Spring, which I picked up again after two years. This is a good thing. At the company we still use ASP.Net 2.0 as our standard backend, so I’d had no chance to use it in the meantime, but since I gained complete freedom in choosing the backend technology for a newly started project, I chose it without much hesitation. Before it was Spring Boot 1, and coming over to 2 there was a somewhat confusing feeling. But as expected, since Spring fully supports everything you need for modern web development, it was a great choice. In particular, Boot was even better because you don’t have to struggle with deep configuration. I sincerely hope that more projects at our company come to use Spring Boot…

TDD

I hadn’t felt much appeal in TDD until now, but this year I fell completely for it. It’s entirely thanks to the Spring framework. When I think back to the old days when I didn’t do TDD, or did “TDD” with Excel, I can hardly fathom how I developed anything. After modifying something in the DB, when I run the tests and see error messages bursting out one after another, it’s downright exhilarating. By working through these error messages one at a time, I can develop with peace of mind. Now it’s hard to do backend development without unit tests. But unlike on the backend, introducing TDD on the front end yielded meager results. I still couldn’t shake the feeling that I was writing tests for the sake of tests.
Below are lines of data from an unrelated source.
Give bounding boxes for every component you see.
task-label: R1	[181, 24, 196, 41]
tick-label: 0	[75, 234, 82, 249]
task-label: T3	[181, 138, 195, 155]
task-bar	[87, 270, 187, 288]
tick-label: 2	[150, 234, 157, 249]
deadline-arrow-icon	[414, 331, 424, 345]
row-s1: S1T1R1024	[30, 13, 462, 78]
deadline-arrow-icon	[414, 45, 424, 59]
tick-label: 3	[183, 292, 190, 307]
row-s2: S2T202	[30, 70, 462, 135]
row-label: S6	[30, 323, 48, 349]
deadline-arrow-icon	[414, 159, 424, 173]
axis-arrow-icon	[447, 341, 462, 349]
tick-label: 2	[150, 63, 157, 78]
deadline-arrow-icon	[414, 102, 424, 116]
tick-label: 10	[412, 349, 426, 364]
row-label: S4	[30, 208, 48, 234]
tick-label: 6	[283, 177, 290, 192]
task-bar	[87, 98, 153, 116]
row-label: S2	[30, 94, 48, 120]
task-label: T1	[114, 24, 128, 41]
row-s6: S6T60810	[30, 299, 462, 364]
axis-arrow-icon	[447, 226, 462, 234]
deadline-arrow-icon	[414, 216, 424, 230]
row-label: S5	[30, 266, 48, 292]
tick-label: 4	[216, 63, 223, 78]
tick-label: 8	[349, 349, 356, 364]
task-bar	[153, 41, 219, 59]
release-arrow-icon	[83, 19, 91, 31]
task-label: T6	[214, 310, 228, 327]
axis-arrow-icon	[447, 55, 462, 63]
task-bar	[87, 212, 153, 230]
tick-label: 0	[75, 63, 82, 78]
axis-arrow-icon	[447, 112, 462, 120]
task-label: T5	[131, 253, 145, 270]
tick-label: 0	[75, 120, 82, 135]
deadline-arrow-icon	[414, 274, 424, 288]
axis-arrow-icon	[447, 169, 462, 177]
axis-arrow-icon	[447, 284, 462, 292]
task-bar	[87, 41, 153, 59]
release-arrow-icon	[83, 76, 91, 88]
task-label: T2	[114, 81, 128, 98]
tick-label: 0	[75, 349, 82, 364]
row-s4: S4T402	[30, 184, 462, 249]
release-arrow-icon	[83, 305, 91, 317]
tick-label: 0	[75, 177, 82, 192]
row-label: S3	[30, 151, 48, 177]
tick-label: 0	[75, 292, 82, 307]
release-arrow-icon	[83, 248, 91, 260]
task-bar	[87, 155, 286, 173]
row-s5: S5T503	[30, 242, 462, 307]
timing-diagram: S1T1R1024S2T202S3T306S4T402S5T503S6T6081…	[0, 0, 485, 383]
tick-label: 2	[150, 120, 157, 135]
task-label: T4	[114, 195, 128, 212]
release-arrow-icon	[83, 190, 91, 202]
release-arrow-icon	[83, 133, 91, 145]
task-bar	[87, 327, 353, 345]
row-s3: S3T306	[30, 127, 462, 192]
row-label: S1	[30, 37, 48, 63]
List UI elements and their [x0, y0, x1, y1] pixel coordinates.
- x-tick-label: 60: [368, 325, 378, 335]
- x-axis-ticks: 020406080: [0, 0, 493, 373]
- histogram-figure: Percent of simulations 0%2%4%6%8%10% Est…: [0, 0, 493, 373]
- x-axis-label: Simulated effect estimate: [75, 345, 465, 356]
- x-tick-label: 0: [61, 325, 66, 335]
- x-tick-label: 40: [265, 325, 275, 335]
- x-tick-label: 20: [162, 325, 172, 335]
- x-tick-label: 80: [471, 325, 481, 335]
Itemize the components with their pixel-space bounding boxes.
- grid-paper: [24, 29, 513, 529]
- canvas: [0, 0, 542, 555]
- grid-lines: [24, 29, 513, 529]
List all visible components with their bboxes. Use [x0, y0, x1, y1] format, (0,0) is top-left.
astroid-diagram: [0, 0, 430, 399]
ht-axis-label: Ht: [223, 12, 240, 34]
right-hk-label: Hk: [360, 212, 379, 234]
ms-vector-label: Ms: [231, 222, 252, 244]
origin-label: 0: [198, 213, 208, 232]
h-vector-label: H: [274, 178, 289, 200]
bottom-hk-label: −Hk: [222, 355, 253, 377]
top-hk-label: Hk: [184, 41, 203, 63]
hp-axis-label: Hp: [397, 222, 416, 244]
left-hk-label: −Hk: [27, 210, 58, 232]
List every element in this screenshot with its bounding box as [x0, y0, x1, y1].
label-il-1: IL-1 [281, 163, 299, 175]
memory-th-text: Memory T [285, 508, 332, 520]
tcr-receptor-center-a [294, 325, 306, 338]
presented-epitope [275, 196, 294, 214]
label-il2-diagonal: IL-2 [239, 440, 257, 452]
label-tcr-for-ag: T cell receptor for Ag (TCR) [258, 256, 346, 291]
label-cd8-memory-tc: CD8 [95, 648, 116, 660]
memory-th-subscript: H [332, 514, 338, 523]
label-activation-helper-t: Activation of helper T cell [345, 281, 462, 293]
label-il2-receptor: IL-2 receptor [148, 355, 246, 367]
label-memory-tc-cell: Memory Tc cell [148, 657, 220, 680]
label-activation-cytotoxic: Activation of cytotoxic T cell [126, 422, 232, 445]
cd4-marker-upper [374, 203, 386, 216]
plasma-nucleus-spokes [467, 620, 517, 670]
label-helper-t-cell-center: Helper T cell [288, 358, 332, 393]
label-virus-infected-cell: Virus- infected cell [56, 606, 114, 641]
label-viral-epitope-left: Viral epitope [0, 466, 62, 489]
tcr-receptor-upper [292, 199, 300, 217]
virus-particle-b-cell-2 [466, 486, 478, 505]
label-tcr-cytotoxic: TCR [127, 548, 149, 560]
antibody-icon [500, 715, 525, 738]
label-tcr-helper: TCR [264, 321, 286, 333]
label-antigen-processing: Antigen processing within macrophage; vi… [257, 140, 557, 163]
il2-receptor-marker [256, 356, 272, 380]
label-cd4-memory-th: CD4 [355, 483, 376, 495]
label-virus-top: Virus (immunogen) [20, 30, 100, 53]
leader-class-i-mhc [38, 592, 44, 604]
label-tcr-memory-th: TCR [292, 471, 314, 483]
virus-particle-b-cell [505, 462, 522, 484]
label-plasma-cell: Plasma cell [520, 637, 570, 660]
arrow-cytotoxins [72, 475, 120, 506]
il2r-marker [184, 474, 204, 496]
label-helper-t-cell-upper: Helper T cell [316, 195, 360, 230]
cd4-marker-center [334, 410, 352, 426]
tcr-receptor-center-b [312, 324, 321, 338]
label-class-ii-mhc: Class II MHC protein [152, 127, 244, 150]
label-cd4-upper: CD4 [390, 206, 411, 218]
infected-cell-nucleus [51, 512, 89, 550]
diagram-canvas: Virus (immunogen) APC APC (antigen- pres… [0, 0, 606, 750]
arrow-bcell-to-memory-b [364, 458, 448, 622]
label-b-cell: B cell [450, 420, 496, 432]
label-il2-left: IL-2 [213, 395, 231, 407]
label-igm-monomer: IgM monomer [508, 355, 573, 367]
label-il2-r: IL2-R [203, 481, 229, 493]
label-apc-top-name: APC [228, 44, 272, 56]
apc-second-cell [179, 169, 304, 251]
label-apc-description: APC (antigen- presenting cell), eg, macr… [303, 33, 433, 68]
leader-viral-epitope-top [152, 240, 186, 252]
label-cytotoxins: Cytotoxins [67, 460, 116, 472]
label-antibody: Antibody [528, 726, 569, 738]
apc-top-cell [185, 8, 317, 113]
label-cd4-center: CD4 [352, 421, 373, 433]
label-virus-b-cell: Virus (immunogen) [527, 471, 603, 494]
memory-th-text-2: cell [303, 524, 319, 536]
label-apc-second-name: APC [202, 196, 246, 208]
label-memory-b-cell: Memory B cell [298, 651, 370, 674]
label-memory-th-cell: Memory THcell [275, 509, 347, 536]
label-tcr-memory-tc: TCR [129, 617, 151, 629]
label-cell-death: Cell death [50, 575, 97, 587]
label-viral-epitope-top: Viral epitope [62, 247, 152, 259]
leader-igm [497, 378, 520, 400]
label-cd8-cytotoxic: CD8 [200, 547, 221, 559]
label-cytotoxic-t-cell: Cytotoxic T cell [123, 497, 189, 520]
It’s probably because my understanding of TDD is lacking. I’ll have to learn more in 2020.

Artificial Intelligence

This was the field I poured the most effort and time into in 2019, but unfortunately it was also the field with the most meager results. I held regular study sessions once or twice a week and read and studied many books, but there are no proper results to show. Throughout my studies, the self-reproach of having a weak mathematical foundation tormented me. To think that I’m studying at thirty-three the differentiation that others have already mastered in high school—is this the limit of a humanities-background, non-major developer? In any case, this kind of self-reproach seems likely to continue into 2020 as well.

Algorithms

For the past several years, there hasn’t been a single new year when I didn’t set algorithms as a goal. But this year too, the results seem meager. All I managed was reading a few algorithm books and steadily solving algorithm problems every day for roughly two or three months. What am I to do about this lazy mind of mine?